#### ASSIGNED TASK
Pictures are not part of the answer. Return the lines from the one containing "Locate an element" through the end of the data, both included, exactly as they appear.
### INPUT DATA ###
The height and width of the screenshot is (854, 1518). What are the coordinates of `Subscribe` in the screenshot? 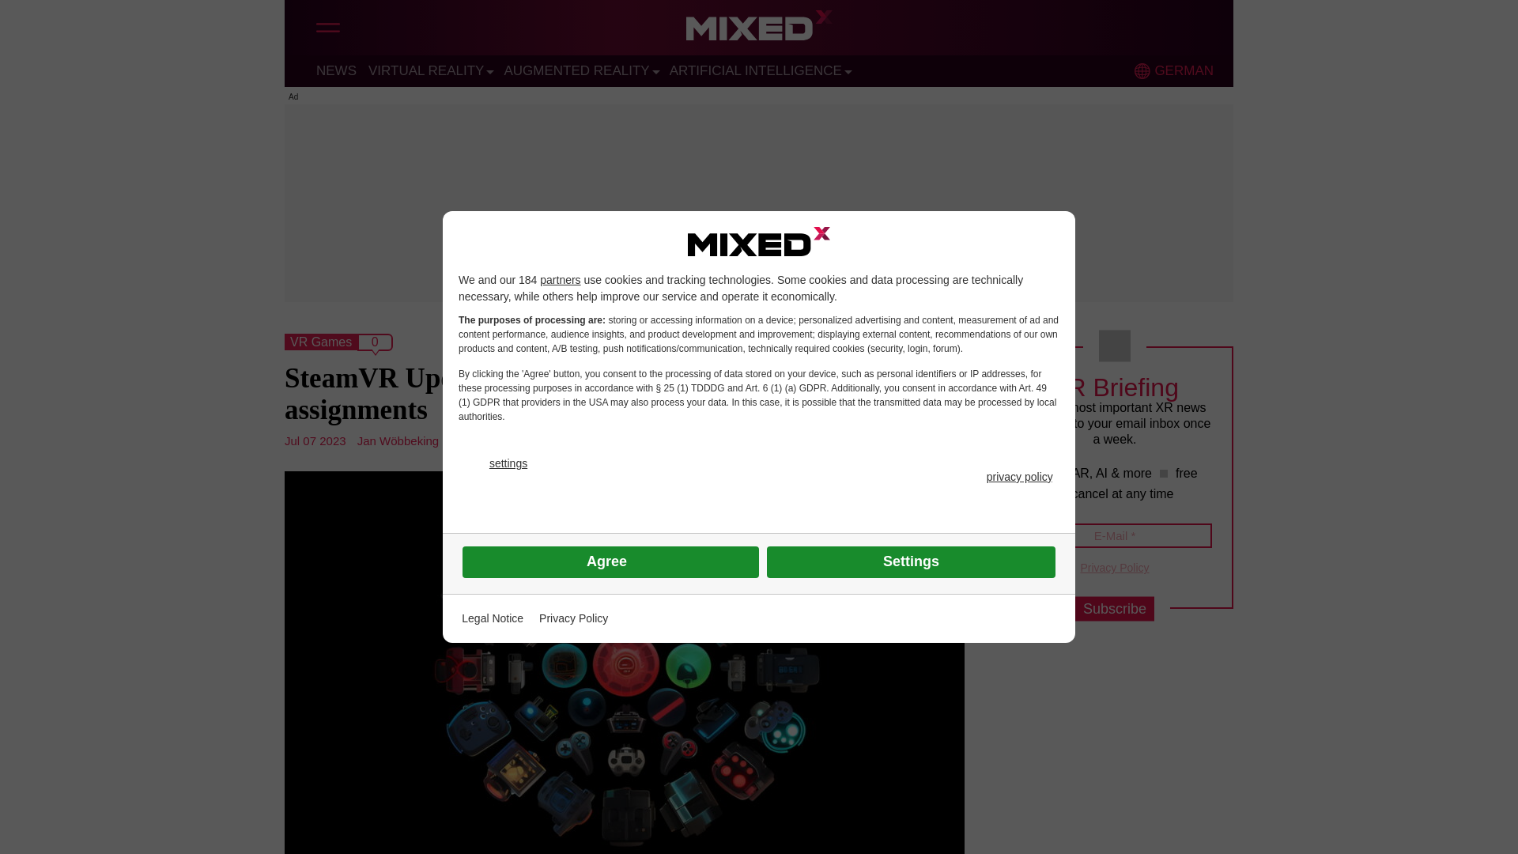 It's located at (1114, 609).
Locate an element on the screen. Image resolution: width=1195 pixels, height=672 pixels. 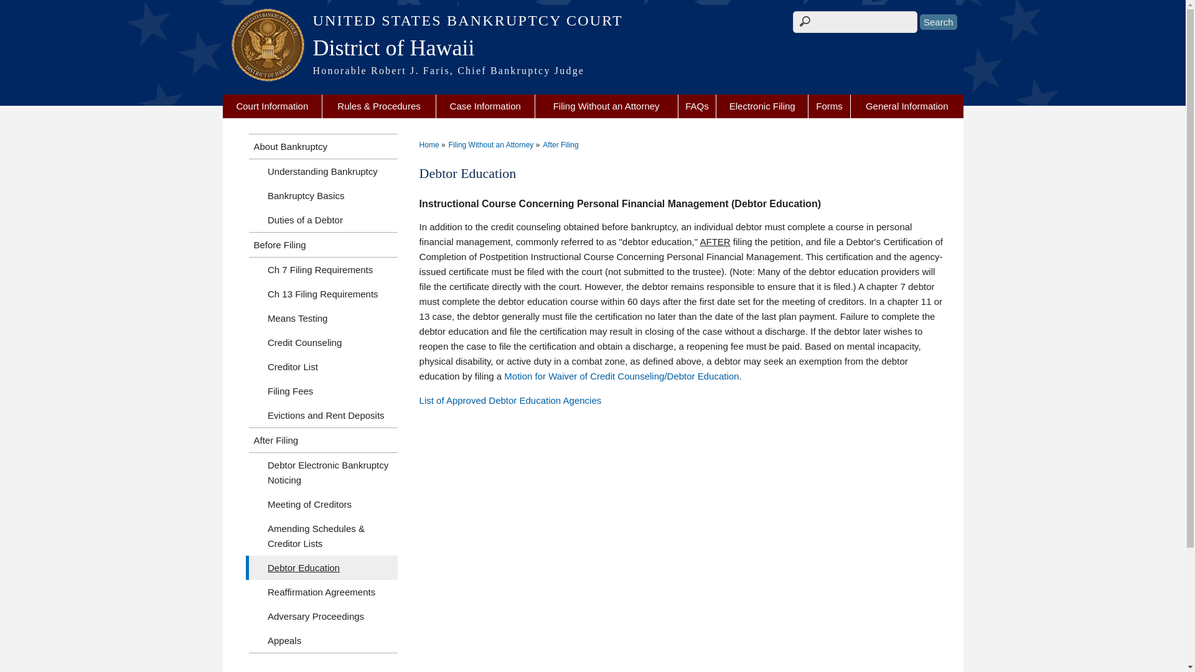
Case Information is located at coordinates (485, 106).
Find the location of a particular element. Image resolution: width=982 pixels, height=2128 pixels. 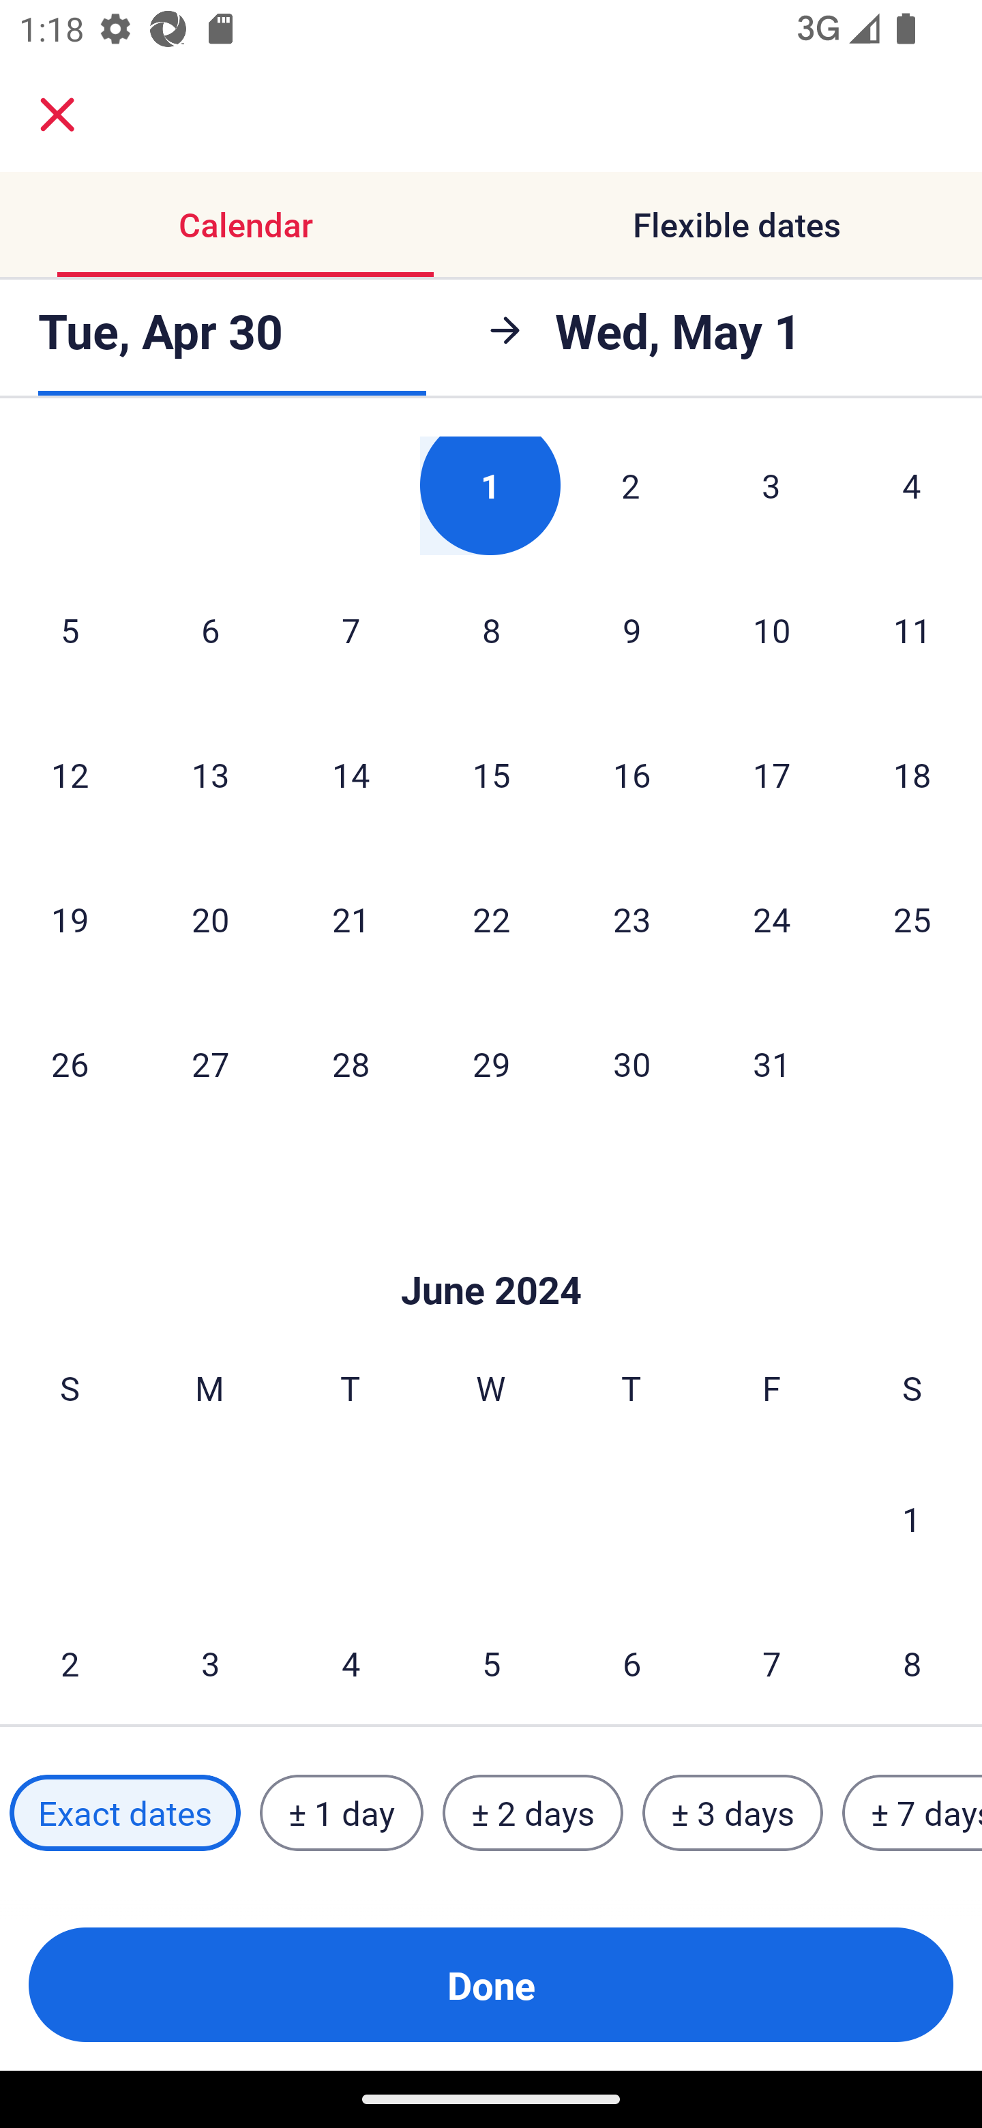

27 Monday, May 27, 2024 is located at coordinates (210, 1064).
###
#### OUTPUT FOR THIS TASK
Locate an element on the screen. Image resolution: width=1195 pixels, height=672 pixels. 
Case Information is located at coordinates (485, 106).
Find the location of a particular element. Image resolution: width=982 pixels, height=2128 pixels. 

27 Monday, May 27, 2024 is located at coordinates (210, 1064).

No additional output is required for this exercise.